Thursday, 3 November 2022 — The National Security Archive
Che Guevara asked Soviet bloc to buy 4 million tons of Cuban sugar
Cubans described exact scenario of future Bay of Pigs invasion; asked for military training; wanted USSR to think of Cuba as its own territory
Please do not tell Fidel: Raúl Castro and Che Guevara hid communist party affiliations from Cuban leader
Washington, D.C., November 3, 2022 – As Cuban-Soviet ties grew stronger from late 1960 through early 1961, the Cubans repeatedly asked for military assistance and security guarantees from the Soviets and expressed growing concern about the threat of a U.S. intervention, according to Russian archival documents published today by the National Security Archive. The Cubans described to the Soviet leadership detailed scenarios for a Bay-of-Pigs style invasion only months before the Kennedy administration mounted its failed covert operation in April 1961.
The newly published records of conversations between Cuban communist leaders and Soviet Presidium members during the visits of Cuban trade delegations in October 1960 and March 1961 provide indications that the Cuban revolution was gradually tilting in a more radical Marxist-Leninist direction, with the imposition of press controls and a crackdown on the Catholic church. Communist party leader Aníbal Escalante told the Soviets that both Raúl Castro and Ernesto “Che” Guevara were among the party’s leaders—information not shared with Fidel Castro, who was not yet a committed Marxist.

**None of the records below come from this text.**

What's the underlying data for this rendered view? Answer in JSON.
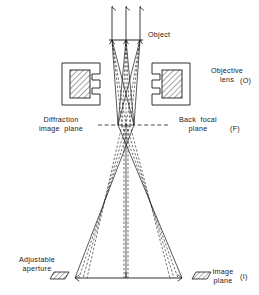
{
  "figure": {
    "background_color": "#ffffff",
    "line_color": "#1a1a1a",
    "width": 259,
    "height": 295
  },
  "labels": {
    "object": "Object",
    "objective_lens": "Objective\nlens",
    "objective_lens_tag": "(O)",
    "diffraction_image_plane": "Diffraction\nimage  plane",
    "back_focal_plane": "Back  focal\nplane",
    "back_focal_plane_tag": "(F)",
    "adjustable_aperture": "Adjustable\naperture",
    "image_plane": "Image\nplane",
    "image_plane_tag": "(I)"
  },
  "geometry": {
    "illumination_arrows": [
      {
        "x": 112,
        "y_top": 6,
        "y_bottom": 40
      },
      {
        "x": 126,
        "y_top": 6,
        "y_bottom": 40
      },
      {
        "x": 140,
        "y_top": 6,
        "y_bottom": 40
      }
    ],
    "object_plane": {
      "x1": 110,
      "x2": 142,
      "y": 40
    },
    "object_points": [
      112,
      126,
      140
    ],
    "pole_pieces": {
      "left": {
        "outer_x": 62,
        "outer_y": 63,
        "outer_w": 38,
        "outer_h": 42,
        "inner_x": 70,
        "inner_y": 70,
        "inner_w": 20,
        "inner_h": 28
      },
      "right": {
        "outer_x": 152,
        "outer_y": 63,
        "outer_w": 38,
        "outer_h": 42,
        "inner_x": 162,
        "inner_y": 70,
        "inner_w": 20,
        "inner_h": 28
      }
    },
    "back_focal_plane_line": {
      "x1": 100,
      "x2": 166,
      "y": 125,
      "style": "dashed"
    },
    "focal_crossings": [
      118,
      126,
      134
    ],
    "image_plane_line": {
      "x1": 75,
      "x2": 182,
      "y": 278
    },
    "image_points": [
      75,
      126,
      182
    ],
    "apertures": {
      "left": {
        "x": 50,
        "y": 272,
        "w": 19,
        "h": 7
      },
      "right": {
        "x": 188,
        "y": 272,
        "w": 19,
        "h": 7
      }
    },
    "ray_styles": {
      "solid": "solid",
      "dashed": "dashed"
    }
  },
  "ray_data": {
    "solid_rays": [
      {
        "from": 112,
        "focus": 118,
        "to": 182
      },
      {
        "from": 126,
        "focus": 118,
        "to": 182
      },
      {
        "from": 140,
        "focus": 118,
        "to": 182
      },
      {
        "from": 112,
        "focus": 134,
        "to": 75
      },
      {
        "from": 126,
        "focus": 134,
        "to": 75
      },
      {
        "from": 140,
        "focus": 134,
        "to": 75
      }
    ],
    "dashed_rays": [
      {
        "from": 112,
        "focus": 126,
        "to": 126
      },
      {
        "from": 126,
        "focus": 126,
        "to": 126
      },
      {
        "from": 140,
        "focus": 126,
        "to": 126
      },
      {
        "from": 112,
        "focus": 122,
        "to": 155
      },
      {
        "from": 126,
        "focus": 130,
        "to": 100
      },
      {
        "from": 140,
        "focus": 130,
        "to": 100
      }
    ]
  }
}
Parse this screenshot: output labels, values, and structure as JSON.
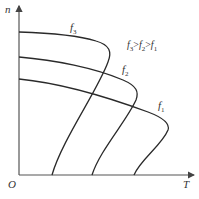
{
  "axes": {
    "y_label": "n",
    "x_label": "T",
    "origin_label": "O"
  },
  "curves": [
    {
      "id": "f3",
      "label": "f",
      "sub": "3"
    },
    {
      "id": "f2",
      "label": "f",
      "sub": "2"
    },
    {
      "id": "f1",
      "label": "f",
      "sub": "1"
    }
  ],
  "annotation": {
    "parts": [
      "f",
      "3",
      ">",
      "f",
      "2",
      ">",
      "f",
      "1"
    ]
  },
  "colors": {
    "line": "#2a2a2a",
    "axis": "#555555"
  }
}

The documents also depict a Soaviet leadership caught unawares by the Bay of Pigs invasion, after having advised their Cuban allies to exercise restraint and caution, and shed light on Khrushchev’s motivations, later in 1962, when he decided to deploy nuclear weapons to Cuba, sparking the Cuban Missile Crisis. After the Bay of Pigs invasion, the Soviets felt they had let their allies down, having repeatedly assured the Cubans that the U.S. would not invade, and became increasingly worried about the defense of Cuba.
Visit the National Security Archive website to read the documents featured in today’s posting and other publications from our Cuban Missile Crisis @ 60 series.
THE NATIONAL SECURITY ARCHIVE is an independent non-governmental research institute and library located at The George Washington University in Washington, D.C. The Archive collects and publishes declassified documents acquired through the Freedom of Information Act (FOIA). A tax-exempt public charity, the Archive receives no U.S. government funding; its budget is supported by publication royalties and donations from foundations and individuals.